About the Manual

The Nerd Manual is meant to be both a useful resource for nerds and a guide for the people involved with nerds. If you're a nerd you can find information here that will help you improve your life and perhaps better understand yourself. If you're close friends with, dating, or married to a nerd, I want to give you insight into things nerds do that a lot of people have difficulty understanding.


I hope to avoid offending anyone--either nerd or non-nerd--but please understand that the manual will get into some sensitive topics, stray into contentious territories, and even use stereotypes to illustrate points. It's OK to disagree with something, but keep your comments civil.

2017-07-22

Real-Life Nerds: Saving Video One VHS at a Time

Everything currently stored on magnetic media is slowly corroding away like old cars in a junkyard. Magnetic tapes, such as audio cassettes and VHS tapes (including those purportedly multi-thousand dollar Disney black diamond VHS cassettes) store information on plastic tape embedded with metal oxides. As time passes these tapes lose their magnetic fields, and the information can't be read anymore. Experts give tape data 15 to 20 years before it's unsalvageable.

Fortunately, the preservationists at XFR Collective are working to transfer information from magnetic tape to digital formats.

XFR Collective is a non-profit, all volunteer group who focus particularly on rescuing tapes containing material from underrepresented communities like people of color, immigrants, LGBTQ communities, and activists. Everything they digitize goes to their Internet Archive page where the material is publicly available. They also lend equipment to community organizations (such as a local folklore/storytelling project called Los Herederos) to help them with in-house digitization projects.

They have also partnered with the Metropolitan New York Library Council (METRO) to design and build an AV transfer station for METRO’s 599 Studio space in an effort to support digitization services for the community. The new transfer station has to include a variety of equipment to work with everything from professional 1-inch tape to the 1/2-inch open reel tape commonly used by activists and community artists in the 1960s and 1970s.

The fact that analogue video decks are no longer manufactured was a hurdle the XFR Collective leapt by scouring the listserv of the Association of Moving Image Archivists (AMIA) for used equipment, including a CRT monitor, an S-VHS/miniDV deck, and a 1/4 inch reel to reel audio player. The group also tapped into the e-waste recycling store at the Lower East Side Ecology Center, where they discovered a corner of the warehouse devoted to functional analog A/V equipment.

The videos that XFR Collective digitizes range from personal family tapes, to recordings from public access TV, to videos of police brutality, and they have transferred over 67 hours of video.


Your task
Your answer must be an exact copy of the records, minus any pictures.

[Saved entries]
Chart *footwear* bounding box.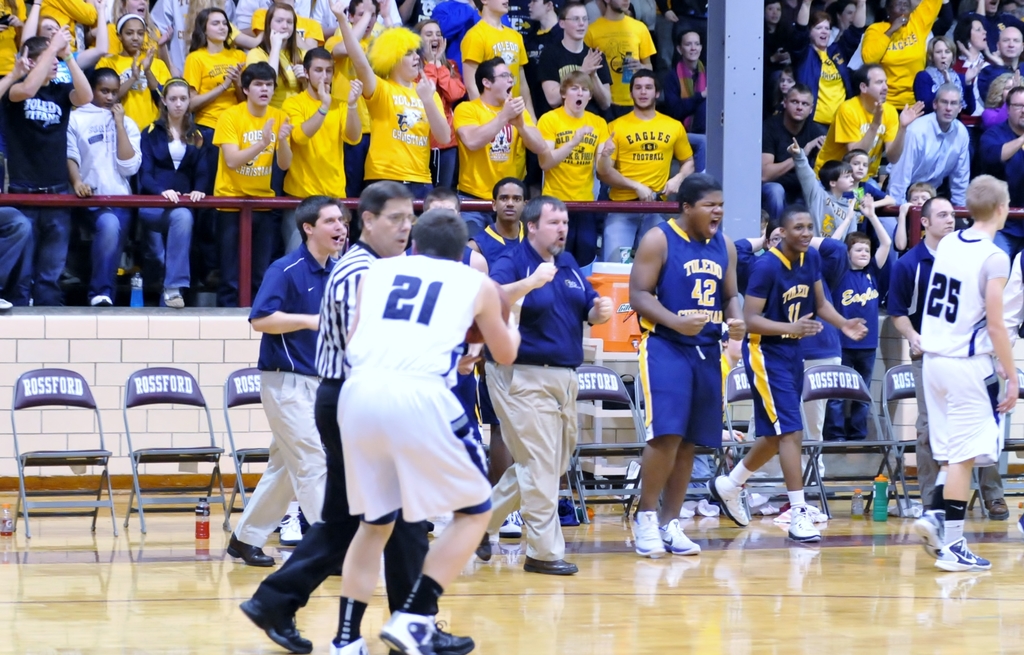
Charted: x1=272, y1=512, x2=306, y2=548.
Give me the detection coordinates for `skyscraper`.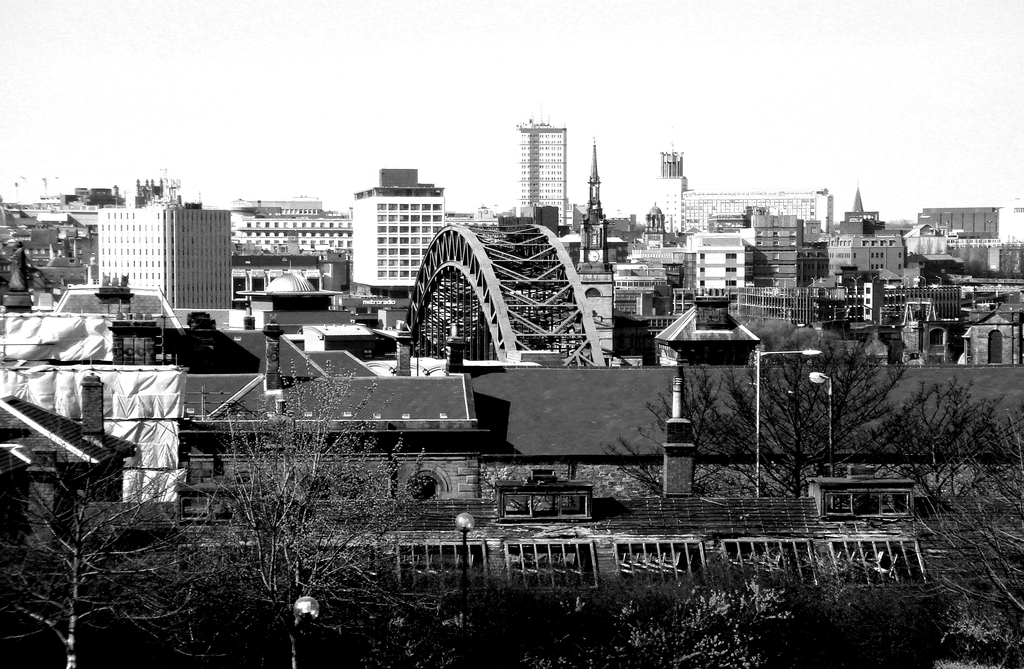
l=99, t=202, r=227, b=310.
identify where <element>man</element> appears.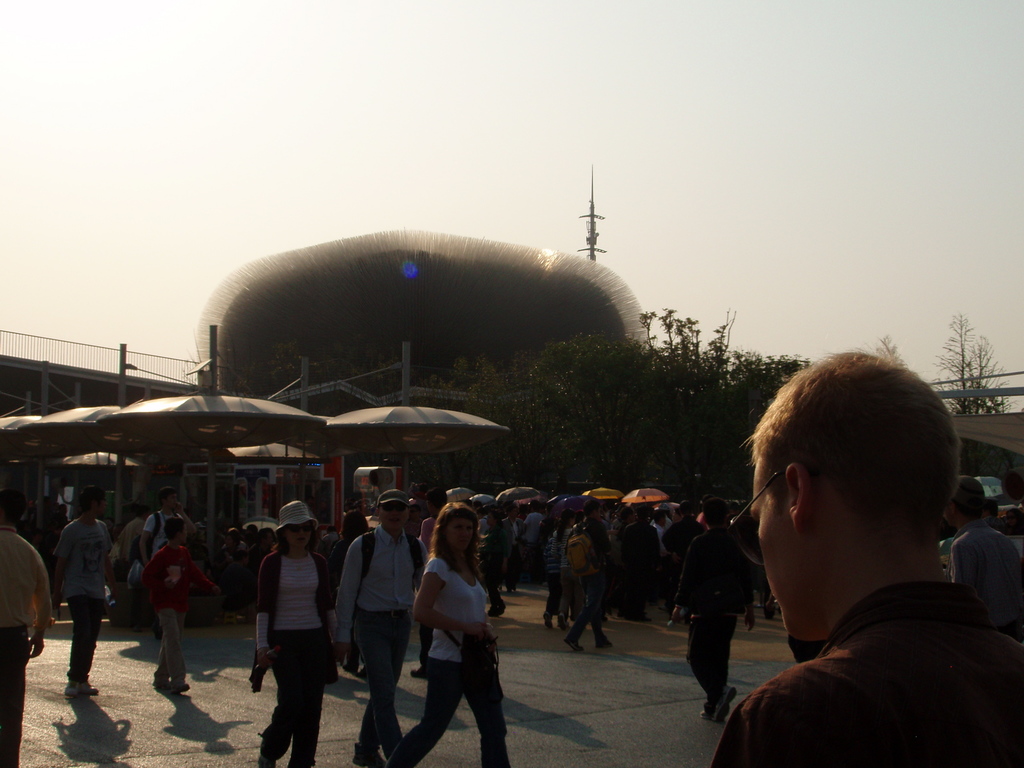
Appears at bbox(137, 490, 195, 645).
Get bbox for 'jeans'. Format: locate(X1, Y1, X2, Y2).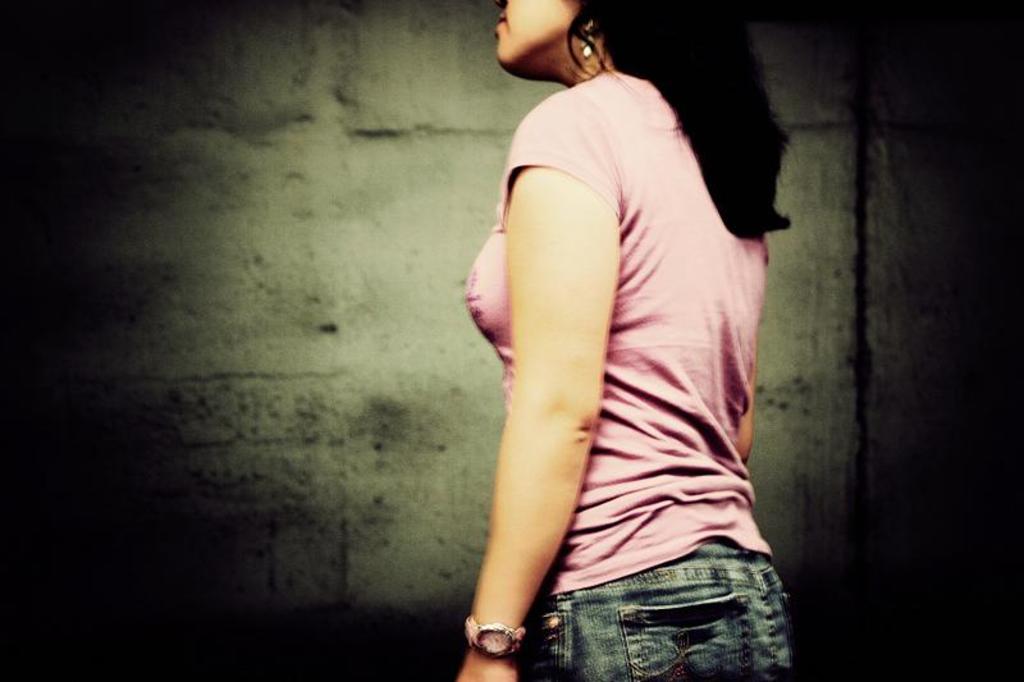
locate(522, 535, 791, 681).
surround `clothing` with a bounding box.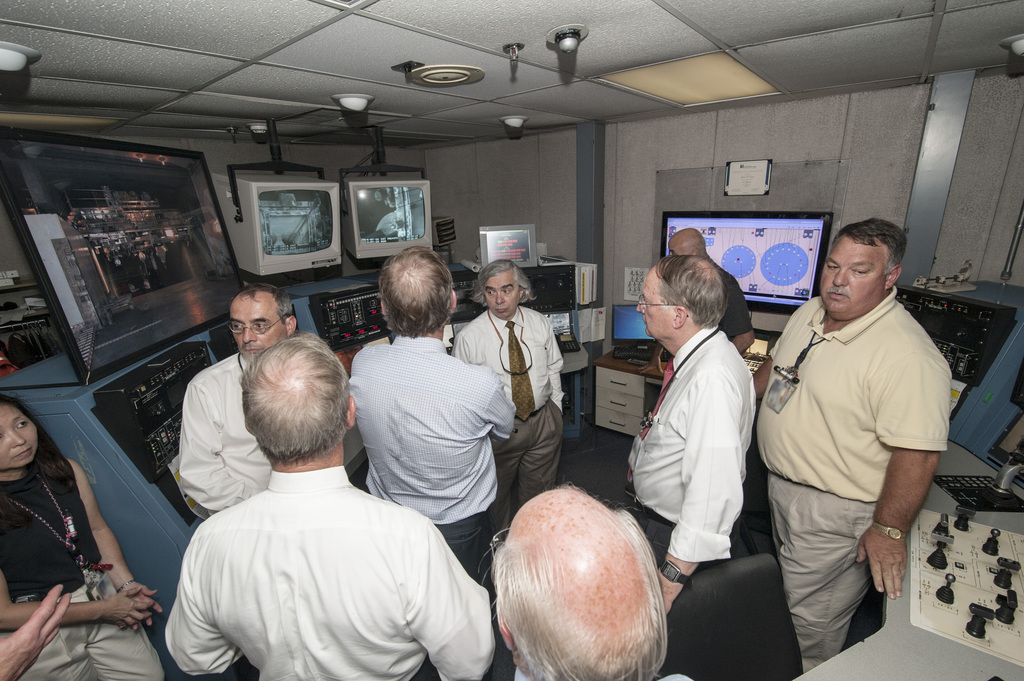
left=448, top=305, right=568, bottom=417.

Answer space
Chart *footwear* bounding box.
Charted: x1=272, y1=512, x2=306, y2=548.
Give me the detection coordinates for `skyscraper`.
l=99, t=202, r=227, b=310.
identify where <element>man</element> appears.
Appears at bbox(137, 490, 195, 645).
Get bbox for 'jeans'. Format: locate(X1, Y1, X2, Y2).
locate(522, 535, 791, 681).
surround `clothing` with a bounding box.
left=448, top=305, right=568, bottom=417.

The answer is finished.